** Problem details **
The records that follow are to be transcribed in full, leaving out each picture.

** Data for analysis **
Segment Open

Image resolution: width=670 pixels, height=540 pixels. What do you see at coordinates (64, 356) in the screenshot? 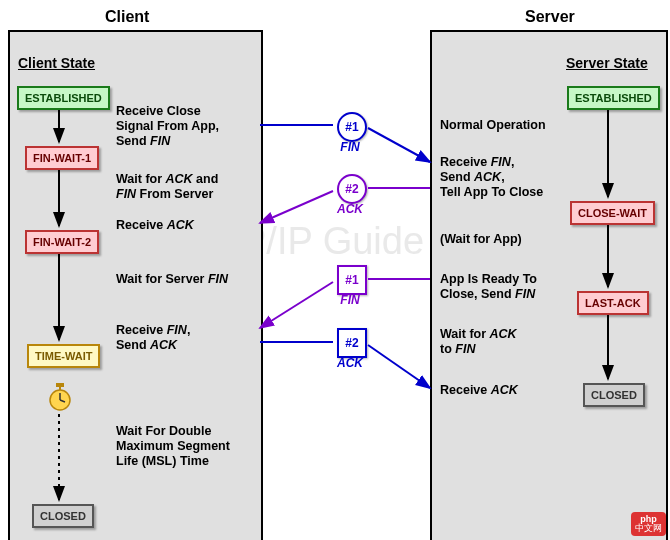
I see `state-time-wait: TIME-WAIT` at bounding box center [64, 356].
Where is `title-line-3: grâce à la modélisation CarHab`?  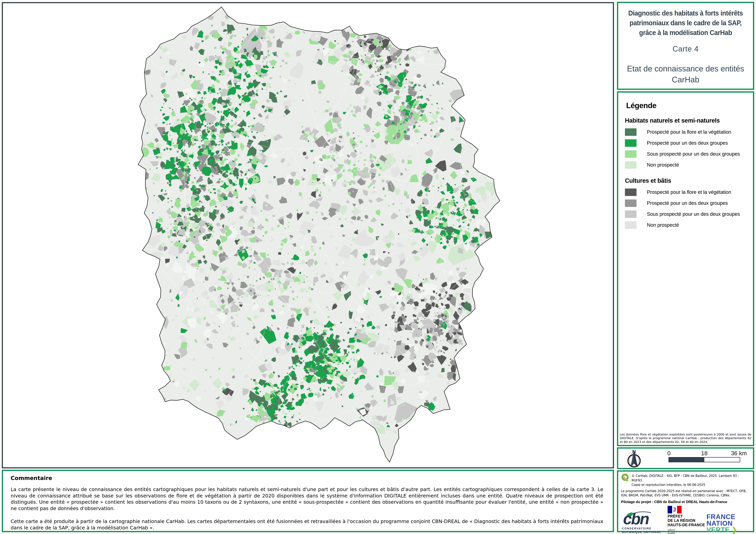
title-line-3: grâce à la modélisation CarHab is located at coordinates (686, 33).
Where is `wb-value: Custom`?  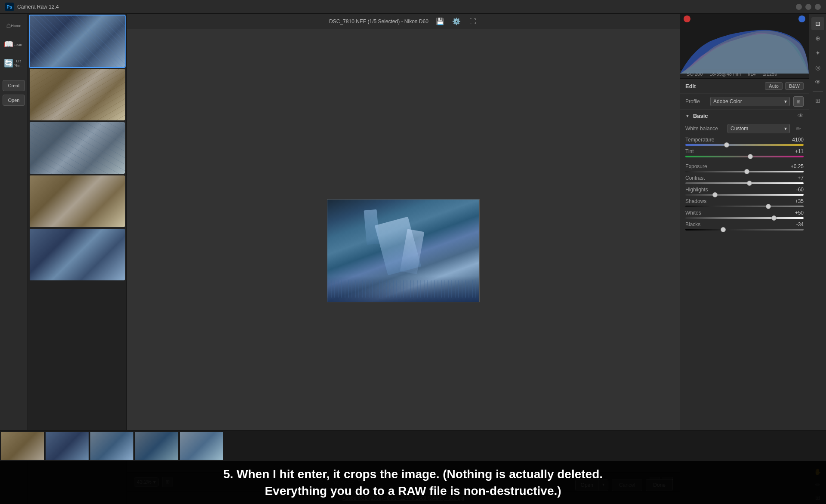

Segment Closed

** Expected answer **
Image resolution: width=670 pixels, height=540 pixels. What do you see at coordinates (64, 356) in the screenshot? 
I see `state-time-wait: TIME-WAIT` at bounding box center [64, 356].
Where is `title-line-3: grâce à la modélisation CarHab`?  
title-line-3: grâce à la modélisation CarHab is located at coordinates (686, 33).
Where is `wb-value: Custom`?  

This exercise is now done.